Wyoming Senate rejects Medicaid expansion; critics question federal commitment
Wyoming's Senate defeated a bill Friday to expand the federal Medicaid program — apparently killing any chance the state will find a way this year to extend health insurance to thousands of low-income adults.
Medicaid expansion is a key element of the federal Affordable Care Act and has come under fire for years from Republicans in Congress. The state Senate voted 19-11 against the bill.
Gov. Matt Mead, a Republican, opposed expansion in Wyoming for most of his first term. But this year he urged lawmakers to approve an expansion bill, saying Wyoming can no longer afford to forego federal funds.
Washington pledges to cover 100 percent of expansion costs through 2016, dropping to 90 percent after that.
The bill's main sponsor, Sen. Michael Von Flatern, R-Gillette, said expansion would provide health care coverage to 17,600 people in Wyoming, bring more than $100 million a year in new federal funds and create about 800 jobs.
Several senators said Friday they don't trust federal promises to keep paying. Some said they don't want to contribute to the national debt by accepting more federal dollars in any case.
"Make no doubt about it, this saddles more debt upon your children and your grandchildren," said Sen. Larry Hicks, R-Baggs, who voted against the bill.
Von Flatern said that Friday's vote could make it harder to get expansion in the future because the bill to the state will be higher.
After the vote, Rep. Elaine Harvey, R-Lovell, chairman of the House Labor, Health and Social Services Committee, said her committee wouldn't consider a parallel Medicaid expansion bill.
"We still have those people who are uninsured, and we still have those medical facilities that are not financially healthy. We need to take care of them," Harvey said. "But I saw it as an exercise in futility to move forward."
The Wyoming Hospital Association has pushed expansion. It says hospitals around the state are stuck with hundreds of millions of dollars in uncompensated costs annually as uninsured people are treated at emergency rooms.
Tom Forslund, director of the Wyoming Department of Health, had told lawmakers that expansion wouldn't affect the state's general fund because it would relieve pressure on other state health programs.
Chesie Lee, lobbyist for the Wyoming Association of Churches, had supported Medicaid expansion.
"We've worked on this for three years now, and to think that they've not been able to come up with a way to cover the people who are in that coverage gap is extremely disappointing," Lee said. "It's not like the money's not there. It is there. It's a matter of the political will to do it."
A similar proposal in Tennessee died Wednesday when that state's Senate Health Committee defeated Republican Gov. Bill Haslam's proposal to extend health coverage to 280,000 low-income residents.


WHAT YOU SHOULD DO = Pull out every line of the listing below where "data" appears.

SUPPLIED RECORDS =
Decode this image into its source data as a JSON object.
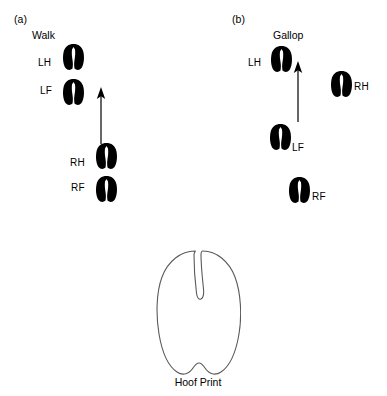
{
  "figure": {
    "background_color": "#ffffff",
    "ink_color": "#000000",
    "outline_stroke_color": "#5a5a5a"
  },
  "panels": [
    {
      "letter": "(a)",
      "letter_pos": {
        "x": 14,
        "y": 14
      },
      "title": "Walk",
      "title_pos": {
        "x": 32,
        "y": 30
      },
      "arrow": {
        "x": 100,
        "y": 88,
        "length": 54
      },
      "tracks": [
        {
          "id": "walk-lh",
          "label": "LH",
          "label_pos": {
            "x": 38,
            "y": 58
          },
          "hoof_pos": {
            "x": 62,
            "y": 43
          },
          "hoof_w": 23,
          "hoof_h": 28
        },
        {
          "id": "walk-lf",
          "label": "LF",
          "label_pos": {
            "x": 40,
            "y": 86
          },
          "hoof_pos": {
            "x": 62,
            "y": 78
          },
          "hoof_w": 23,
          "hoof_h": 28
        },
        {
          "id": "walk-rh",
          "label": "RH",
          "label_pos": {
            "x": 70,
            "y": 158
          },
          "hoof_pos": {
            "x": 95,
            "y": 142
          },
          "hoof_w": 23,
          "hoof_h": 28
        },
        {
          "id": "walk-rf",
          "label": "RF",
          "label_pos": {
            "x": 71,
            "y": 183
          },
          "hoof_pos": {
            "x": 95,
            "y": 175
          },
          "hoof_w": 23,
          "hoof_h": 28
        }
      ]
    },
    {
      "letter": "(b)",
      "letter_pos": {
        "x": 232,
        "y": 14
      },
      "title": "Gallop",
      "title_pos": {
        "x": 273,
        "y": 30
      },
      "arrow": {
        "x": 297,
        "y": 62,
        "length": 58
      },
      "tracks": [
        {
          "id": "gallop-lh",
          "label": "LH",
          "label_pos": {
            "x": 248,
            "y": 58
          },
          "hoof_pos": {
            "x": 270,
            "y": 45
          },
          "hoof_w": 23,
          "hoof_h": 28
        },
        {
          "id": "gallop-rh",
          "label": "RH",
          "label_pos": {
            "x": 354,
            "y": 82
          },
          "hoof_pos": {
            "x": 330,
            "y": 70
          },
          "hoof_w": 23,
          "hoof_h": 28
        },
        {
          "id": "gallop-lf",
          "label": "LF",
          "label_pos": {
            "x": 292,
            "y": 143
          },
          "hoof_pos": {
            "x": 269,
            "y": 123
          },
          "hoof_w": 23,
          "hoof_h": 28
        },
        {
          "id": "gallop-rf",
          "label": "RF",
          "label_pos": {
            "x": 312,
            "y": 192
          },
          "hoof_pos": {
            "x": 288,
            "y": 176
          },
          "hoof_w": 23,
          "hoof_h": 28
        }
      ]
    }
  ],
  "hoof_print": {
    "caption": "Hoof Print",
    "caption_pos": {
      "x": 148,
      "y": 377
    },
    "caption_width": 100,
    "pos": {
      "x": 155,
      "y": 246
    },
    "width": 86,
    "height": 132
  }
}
---
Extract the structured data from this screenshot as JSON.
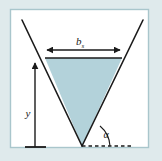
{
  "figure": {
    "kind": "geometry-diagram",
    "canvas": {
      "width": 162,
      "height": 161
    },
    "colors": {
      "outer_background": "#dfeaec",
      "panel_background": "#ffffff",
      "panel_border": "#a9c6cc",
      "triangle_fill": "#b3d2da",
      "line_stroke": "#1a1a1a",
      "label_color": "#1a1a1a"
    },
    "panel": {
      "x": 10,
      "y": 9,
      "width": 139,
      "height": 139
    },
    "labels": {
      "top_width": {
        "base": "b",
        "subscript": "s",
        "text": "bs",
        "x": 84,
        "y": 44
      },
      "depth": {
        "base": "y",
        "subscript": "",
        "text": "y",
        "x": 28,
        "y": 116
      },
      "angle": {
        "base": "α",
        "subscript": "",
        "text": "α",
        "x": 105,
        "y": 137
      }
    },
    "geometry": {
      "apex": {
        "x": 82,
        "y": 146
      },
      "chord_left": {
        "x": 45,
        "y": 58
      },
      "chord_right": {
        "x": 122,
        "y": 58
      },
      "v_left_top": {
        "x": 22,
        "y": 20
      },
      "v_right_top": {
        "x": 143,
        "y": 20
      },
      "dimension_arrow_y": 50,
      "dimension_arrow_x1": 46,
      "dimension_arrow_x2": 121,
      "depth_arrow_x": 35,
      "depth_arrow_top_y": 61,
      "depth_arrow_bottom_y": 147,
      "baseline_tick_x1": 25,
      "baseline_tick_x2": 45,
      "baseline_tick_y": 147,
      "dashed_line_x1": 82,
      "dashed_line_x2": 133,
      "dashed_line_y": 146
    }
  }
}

SOLUTION TO THE PROBLEM =
Decode this image into its source data as a JSON object.
Extract the structured data from this screenshot as JSON.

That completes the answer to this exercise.